The missus' mother 'Ma' was the lynchpin of my  Nigerian family and its wider community. She came to our wedding in November, imparting her wisdom to us in a short window of time whist freezing her socks off. I saved her from a hard fall when she lost her footing on the elevator in Next, but she saved our marriage by instilling the same strength of the spirit as my mother.


With her sad passing, I instantly feel privileged to have had Ma in my life. I'm mindful of the massive vacuum she leaves behind and the worrying nature of the remaining family. Like my mother, she lent an ear to every family member, and either resolved problems or supported us through difficulties. Despite their fleeting help to family members recovering from alcoholism or gunshot wounds, they would both rather have been celebrating the birth of a child. They both did it with a smile and elegance, despite knowing the heartache of widowhood. It's a strength and resilience that I don't see in myself or any other family members.

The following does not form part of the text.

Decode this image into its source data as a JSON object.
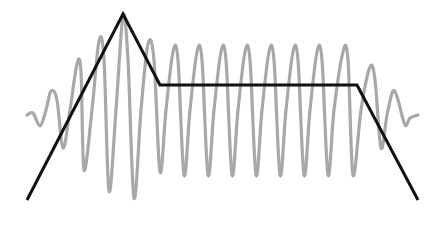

I will forever regret not flying us all out to Lagos to reunite when Ma was in the health to travel. It's pretty telling that every Sunday she asks after mother's surviving partner. Only on Sunday we were describing the care home he has just moved into. I wish I wasn't keener on playing records than staying on the phone longer. Like me, the missus has lost her mother and best friend and I suspect, like me, all her siblings have too. The pain makes her vulnerable and I can see the child in her, which hurts me. 

I just pray Ma has found perfect peace and the rest of us can honour her memory by giving more and receiving less.